Twenty years after our first meeting in New York, George and I were ambassadors in Rome at the same time. Bill Clinton had appointed George as ambassador to the UN’s Food and Agriculture Organization and the World Food Program (which he had been instrumental in setting up as the first director of the US Food for Peace program in the Kennedy administration). Together, we constituted a North American “group” of two. He insisted we alternate as group chairman for the nice duties, such as calling on Pope John Paul II, who was obsessed with food security issues, and the more tedious late-night wrangles with semihostile negotiators from the UN’s “authoritarian internationale.”
But to me, our “group’s” priceless value was personal, the benefit of an ongoing tutorial about war and peace, poverty and wealth. George’s quest for world peace made him empathize with Canada’s traditional vocation for peacekeeping (perhaps more than we deserved) and our more recent championing of human security issues. His was not a quixotic quest. He was a robust peacemaker when needed, but he was no pacifist. When he saw the photos in 1999 of Kosovar Muslims being herded in huddled lines to waiting trains by guys with guns, he called for international intervention against Serbia.
It was the principled reaction of the man who volunteered for military service the week of Pearl Harbor and piloted 35 dangerous B-24 runs over southern Germany in 1944-45, flying out of Puglia in southern Italy. At about the time that NATO bombing of Serbia over Kosovo began, he told me he had given an interview for a documentary film for Austrian TV. The interviewer asked him how he could reconcile his antiwar position on Vietnam with his own Second World War duty as a bomber of civilians. He said he had no hesitation over the moral imperative to defeat Hitler with whatever it took. This was a collision of right and wrong at its starkest and most profound.

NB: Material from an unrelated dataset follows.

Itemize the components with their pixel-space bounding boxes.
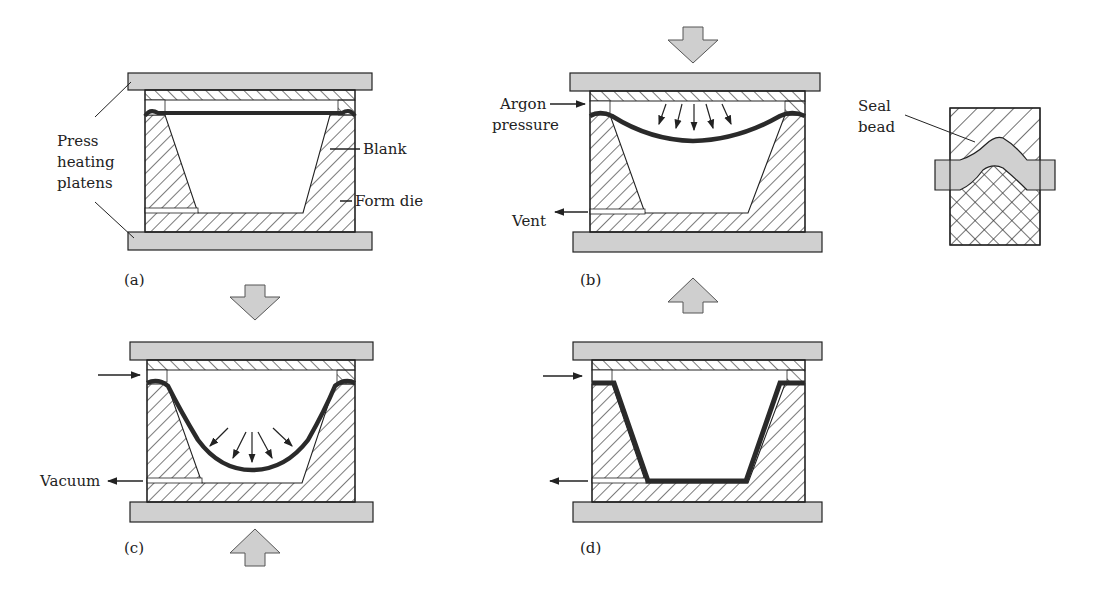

Was there no regret? “Well, maybe,” George softly allowed after reflection.
He then told how in March 1945, flying back over rural Austria after a bombing raid in southern Germany, the flight deck heard from the bombardier that the crew couldn’t dislodge a very big bomb stuck in the bomb bay door.

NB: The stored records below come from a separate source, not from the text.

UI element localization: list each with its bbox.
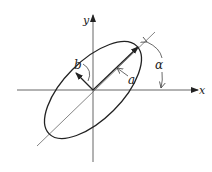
ellipse-diagram: y x a b α (0, 0, 212, 172)
right-angle-arc (83, 64, 90, 81)
semi-minor-arrow (76, 73, 93, 90)
alpha-arc-lower (161, 72, 162, 88)
angle-label: α (155, 58, 163, 72)
y-axis-label: y (82, 14, 90, 27)
diagram-canvas: y x a b α (0, 0, 212, 172)
semi-major-label: a (128, 73, 135, 87)
x-axis-label: x (199, 84, 206, 97)
major-axis-line (37, 32, 155, 146)
semi-minor-label: b (74, 58, 82, 72)
a-label-pointer (117, 68, 128, 76)
alpha-arc (147, 42, 162, 58)
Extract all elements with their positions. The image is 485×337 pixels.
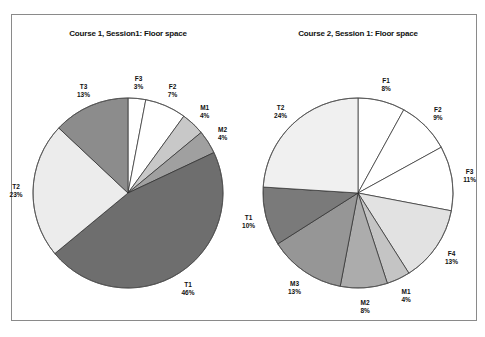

“We sure can’t land with that damned thing hanging out,” McGovern agreed. He told his crew to hang on as he began to agitate his clunky big Liberator as wildly as its specs would allow. When, in a whoosh, the plane lifted, George looked down as the heavy bomb sped to earth, headed directly for a farmhouse below. He knew it was noon. He worried that a farm family was probably at lunch on that sunny day, out of the war’s way, and that they were going to be blown to pieces. “Yeah, I’ve always regretted that,” George told the TV crew.
When he got back to San Giovanni air base he was given a telegram, telling him that Eleanor, his wife, had given birth to their first child. “So,” he thought, “life is given, other lives blown away.”
After the documentary aired, George received a call from the Austrian TV producer. She had been reached by an elderly man who had seen the interview. He called to say it had been his farm the bomb had hit. The family had come in for lunch but heard the aircraft going through its crazy paces as it tried to dump the bomb, so they ran to a gully to take cover. The farmer wanted McGovern to know they had been unharmed. He agreed that getting rid of Hitler was what really mattered. “Now that’s redemption,” George told me.
In later life, McGovern went back to the United States, receiving the kinds of honours that come to elder statesmen when the view through the rear-view mirror turns nostalgic. It was premature. The invasion of Iraq aroused McGovern’s ire again, and he became a resolute adversary of George Bush’s invasion. His truest redemption came with the election of Barrack Obama, whose candidacy was built on opposition to another stupid and arrogantly launched US war, proof 36 years after McGovern failed that an antiwar candidate could become President.